Dear Readers,
Happy Sunday. I hope that you were able to enjoy this beautiful day.
In this month’s issue of O, The Oprah Magazine, I came across the article that many in my circle are talking about – 20 Questions Every Woman Should Ask Herself. I put off reading the it for a couple of days but, finally, curiosity overruled. So, with my iPad in hand, I settled in for the journey.
Halfway through the article, I had a real ah-ha moment. Who better to bring that about than Gloria Steinem. I have reproduced the article here for you to enjoy, but I wanted to share my takeaway with you, right up front.
I began by asking myself this question – am I helpful to others? Before I can make an impact, I must listen and hear the other person’s problem and respect their point of view. The frame, or context if I use Gloria Steinem’s word, is everything. Without this understanding, I do not have a clue as to what I am doing, or why I am doing it. The person with the problem instinctively knows what is needed. It always comes down to identifying proper resources. Over the years I have grown to learn solutions can come in the simplest forms. My job is to do whatever I can to be helpful, without judgement.
____________________________
Question #10 – Am I Helpful?
Gloria Steinem, journalist, author, Presidential Medal of Freedom recipient and member of the steering committee of the women’s activist fundraising platform.
A few years ago, after visiting Ghana for a conference on sex trafficking, I traveled to Zambia to stay with some friends who live on the Zambezi River. It’s a rural place, full of big-game preserves and small villages where daily life is a struggle. When I arrived, villagers were mourning two women who had gone into Lusaka to prostitute themselves and support their families—and disappeared.
On a big tarpaulin laid out in a barren field, I sat with 30 or so village women in a circle. Talking circles are powerful things—they’ve given birth to countless activist movements, even revolutions. On this occasion, though, I thought our lives would be too different for us to connect. And at first, shyness did prevail. The language barrier made things difficult. But then the women sang a song, and my inability to carry a tune made them laugh. One of the English-speaking friends I was staying with sang “This Little Light of Mine,” and others translated its lyrics. And then a woman from the village told a story. With tears in her eyes, she said she was a widow who only now felt safe enough to reveal that her husband had beaten her.
As is often the case, that one truth teller broke the spell. Other women began to talk about their lives. Many of their husbands worked in lodges where tourists came to see wildlife, but the lodges didn’t hire women. These families couldn’t meet the cost of living or cover what was to the women the most important expense: their children’s school fees. Many wives contributed by farming, but as soon as their vegetable crops were near harvesting, elephants would eat them to the ground. And so with no other option available to them, some women sold their bodies.
The situation seemed hopeless. But when I asked what would help, the answer was surprising: an electrified fence to keep out the elephants. Back in New York, a few friends helped me raise the money to build one. I received updates from the villagers: [there] was a photo of the area the women had cleared, by hand, of rocks and stumps and weeds; [there] was a photo of the finished product, fresh shoots of maize starting to take shape behind it.
When I went back the next year, the women had harvested a bumper crop of maize. They had food for a year, plus extra to sell to pay their children’s school fees. Before I spoke to them, if you’d asked me how to stop sex trafficking in this village, never would I have said, “Find a way to keep elephants out of their gardens.”
I call this story the parable of the fence, and these are its lessons: Helping begins with listening. Context is everything. People who experience a problem know best how to solve it. Big problems often have small solutions. And, finally, do whatever you can.
I’ve done what I thought were big things, like testifying before Congress, that had no impact at all. And I’ve done little things I don’t even remember doing, like introducing two people, that I would later discover had made an impact lasting decades. That night on the tarp beside the Zambezi, I had no idea what remarkable things would come of our talk. The art of being helpful is behaving as if everything we do matters—because we never know which things might.
###
Credit:
O, The Oprah Magazine, April 2014
Photos – credit is captured in each photo caption.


*PROBLEM STATEMENT*.
Repeat the entries below in full, with every character unchanged.

========

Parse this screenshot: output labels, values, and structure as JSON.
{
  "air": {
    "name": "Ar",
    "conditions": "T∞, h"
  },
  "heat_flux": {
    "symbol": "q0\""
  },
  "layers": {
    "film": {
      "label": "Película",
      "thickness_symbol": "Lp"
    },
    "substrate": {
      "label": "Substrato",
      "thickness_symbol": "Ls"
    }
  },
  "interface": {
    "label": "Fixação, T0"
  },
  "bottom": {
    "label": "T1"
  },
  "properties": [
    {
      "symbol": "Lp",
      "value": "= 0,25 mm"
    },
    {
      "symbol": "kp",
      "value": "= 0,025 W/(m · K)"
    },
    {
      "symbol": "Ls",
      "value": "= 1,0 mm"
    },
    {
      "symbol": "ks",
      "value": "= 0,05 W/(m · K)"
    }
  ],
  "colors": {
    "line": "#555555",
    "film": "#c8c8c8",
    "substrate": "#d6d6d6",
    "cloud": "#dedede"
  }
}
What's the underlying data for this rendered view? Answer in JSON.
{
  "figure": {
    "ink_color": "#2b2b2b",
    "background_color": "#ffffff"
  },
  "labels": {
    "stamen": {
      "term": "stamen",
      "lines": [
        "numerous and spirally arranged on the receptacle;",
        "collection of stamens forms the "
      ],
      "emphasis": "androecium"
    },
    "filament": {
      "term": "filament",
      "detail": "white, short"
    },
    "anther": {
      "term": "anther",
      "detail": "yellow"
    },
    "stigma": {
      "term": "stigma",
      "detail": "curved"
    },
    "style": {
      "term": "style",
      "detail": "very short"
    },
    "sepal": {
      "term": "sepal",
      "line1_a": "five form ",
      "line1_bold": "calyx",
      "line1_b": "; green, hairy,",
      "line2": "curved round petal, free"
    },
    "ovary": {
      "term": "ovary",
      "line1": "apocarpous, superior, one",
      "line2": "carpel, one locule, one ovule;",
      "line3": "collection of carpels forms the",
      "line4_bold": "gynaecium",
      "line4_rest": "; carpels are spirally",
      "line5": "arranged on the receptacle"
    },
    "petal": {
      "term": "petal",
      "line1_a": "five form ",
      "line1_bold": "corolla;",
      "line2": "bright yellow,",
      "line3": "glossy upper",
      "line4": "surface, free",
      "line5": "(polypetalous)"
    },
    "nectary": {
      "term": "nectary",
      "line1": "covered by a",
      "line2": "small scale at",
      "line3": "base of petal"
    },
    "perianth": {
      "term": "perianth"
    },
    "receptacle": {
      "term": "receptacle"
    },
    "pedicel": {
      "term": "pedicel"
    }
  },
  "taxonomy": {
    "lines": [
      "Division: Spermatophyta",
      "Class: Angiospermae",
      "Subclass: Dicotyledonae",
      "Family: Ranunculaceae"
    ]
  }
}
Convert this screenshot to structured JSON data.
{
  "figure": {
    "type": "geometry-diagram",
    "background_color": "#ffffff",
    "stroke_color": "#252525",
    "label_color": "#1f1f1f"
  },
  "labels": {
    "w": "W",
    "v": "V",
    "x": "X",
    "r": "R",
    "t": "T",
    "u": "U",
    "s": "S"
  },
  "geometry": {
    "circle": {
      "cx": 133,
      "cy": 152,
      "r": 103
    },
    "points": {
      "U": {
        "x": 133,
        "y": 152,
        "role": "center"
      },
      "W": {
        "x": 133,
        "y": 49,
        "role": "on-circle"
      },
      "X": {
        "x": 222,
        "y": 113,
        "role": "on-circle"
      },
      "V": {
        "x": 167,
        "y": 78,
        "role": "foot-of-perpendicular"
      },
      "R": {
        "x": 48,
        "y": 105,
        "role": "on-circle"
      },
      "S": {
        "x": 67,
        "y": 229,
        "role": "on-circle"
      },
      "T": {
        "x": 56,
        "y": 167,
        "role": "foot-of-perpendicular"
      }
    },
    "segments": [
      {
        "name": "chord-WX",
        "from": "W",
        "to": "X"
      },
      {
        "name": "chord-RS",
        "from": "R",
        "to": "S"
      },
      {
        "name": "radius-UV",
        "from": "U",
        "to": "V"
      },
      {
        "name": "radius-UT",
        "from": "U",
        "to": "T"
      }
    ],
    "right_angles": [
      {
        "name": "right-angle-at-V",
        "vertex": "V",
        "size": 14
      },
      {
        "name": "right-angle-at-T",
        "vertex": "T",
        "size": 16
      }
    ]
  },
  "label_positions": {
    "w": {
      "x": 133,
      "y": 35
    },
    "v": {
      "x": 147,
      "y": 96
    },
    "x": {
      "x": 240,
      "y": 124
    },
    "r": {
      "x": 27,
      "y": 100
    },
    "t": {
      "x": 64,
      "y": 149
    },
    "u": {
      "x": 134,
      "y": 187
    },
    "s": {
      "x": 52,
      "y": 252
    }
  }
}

========

*RESPONSE*.
Parse this screenshot: output labels, values, and structure as JSON.
{
  "air": {
    "name": "Ar",
    "conditions": "T∞, h"
  },
  "heat_flux": {
    "symbol": "q0\""
  },
  "layers": {
    "film": {
      "label": "Película",
      "thickness_symbol": "Lp"
    },
    "substrate": {
      "label": "Substrato",
      "thickness_symbol": "Ls"
    }
  },
  "interface": {
    "label": "Fixação, T0"
  },
  "bottom": {
    "label": "T1"
  },
  "properties": [
    {
      "symbol": "Lp",
      "value": "= 0,25 mm"
    },
    {
      "symbol": "kp",
      "value": "= 0,025 W/(m · K)"
    },
    {
      "symbol": "Ls",
      "value": "= 1,0 mm"
    },
    {
      "symbol": "ks",
      "value": "= 0,05 W/(m · K)"
    }
  ],
  "colors": {
    "line": "#555555",
    "film": "#c8c8c8",
    "substrate": "#d6d6d6",
    "cloud": "#dedede"
  }
}
What's the underlying data for this rendered view? Answer in JSON.
{
  "figure": {
    "ink_color": "#2b2b2b",
    "background_color": "#ffffff"
  },
  "labels": {
    "stamen": {
      "term": "stamen",
      "lines": [
        "numerous and spirally arranged on the receptacle;",
        "collection of stamens forms the "
      ],
      "emphasis": "androecium"
    },
    "filament": {
      "term": "filament",
      "detail": "white, short"
    },
    "anther": {
      "term": "anther",
      "detail": "yellow"
    },
    "stigma": {
      "term": "stigma",
      "detail": "curved"
    },
    "style": {
      "term": "style",
      "detail": "very short"
    },
    "sepal": {
      "term": "sepal",
      "line1_a": "five form ",
      "line1_bold": "calyx",
      "line1_b": "; green, hairy,",
      "line2": "curved round petal, free"
    },
    "ovary": {
      "term": "ovary",
      "line1": "apocarpous, superior, one",
      "line2": "carpel, one locule, one ovule;",
      "line3": "collection of carpels forms the",
      "line4_bold": "gynaecium",
      "line4_rest": "; carpels are spirally",
      "line5": "arranged on the receptacle"
    },
    "petal": {
      "term": "petal",
      "line1_a": "five form ",
      "line1_bold": "corolla;",
      "line2": "bright yellow,",
      "line3": "glossy upper",
      "line4": "surface, free",
      "line5": "(polypetalous)"
    },
    "nectary": {
      "term": "nectary",
      "line1": "covered by a",
      "line2": "small scale at",
      "line3": "base of petal"
    },
    "perianth": {
      "term": "perianth"
    },
    "receptacle": {
      "term": "receptacle"
    },
    "pedicel": {
      "term": "pedicel"
    }
  },
  "taxonomy": {
    "lines": [
      "Division: Spermatophyta",
      "Class: Angiospermae",
      "Subclass: Dicotyledonae",
      "Family: Ranunculaceae"
    ]
  }
}
Convert this screenshot to structured JSON data.
{
  "figure": {
    "type": "geometry-diagram",
    "background_color": "#ffffff",
    "stroke_color": "#252525",
    "label_color": "#1f1f1f"
  },
  "labels": {
    "w": "W",
    "v": "V",
    "x": "X",
    "r": "R",
    "t": "T",
    "u": "U",
    "s": "S"
  },
  "geometry": {
    "circle": {
      "cx": 133,
      "cy": 152,
      "r": 103
    },
    "points": {
      "U": {
        "x": 133,
        "y": 152,
        "role": "center"
      },
      "W": {
        "x": 133,
        "y": 49,
        "role": "on-circle"
      },
      "X": {
        "x": 222,
        "y": 113,
        "role": "on-circle"
      },
      "V": {
        "x": 167,
        "y": 78,
        "role": "foot-of-perpendicular"
      },
      "R": {
        "x": 48,
        "y": 105,
        "role": "on-circle"
      },
      "S": {
        "x": 67,
        "y": 229,
        "role": "on-circle"
      },
      "T": {
        "x": 56,
        "y": 167,
        "role": "foot-of-perpendicular"
      }
    },
    "segments": [
      {
        "name": "chord-WX",
        "from": "W",
        "to": "X"
      },
      {
        "name": "chord-RS",
        "from": "R",
        "to": "S"
      },
      {
        "name": "radius-UV",
        "from": "U",
        "to": "V"
      },
      {
        "name": "radius-UT",
        "from": "U",
        "to": "T"
      }
    ],
    "right_angles": [
      {
        "name": "right-angle-at-V",
        "vertex": "V",
        "size": 14
      },
      {
        "name": "right-angle-at-T",
        "vertex": "T",
        "size": 16
      }
    ]
  },
  "label_positions": {
    "w": {
      "x": 133,
      "y": 35
    },
    "v": {
      "x": 147,
      "y": 96
    },
    "x": {
      "x": 240,
      "y": 124
    },
    "r": {
      "x": 27,
      "y": 100
    },
    "t": {
      "x": 64,
      "y": 149
    },
    "u": {
      "x": 134,
      "y": 187
    },
    "s": {
      "x": 52,
      "y": 252
    }
  }
}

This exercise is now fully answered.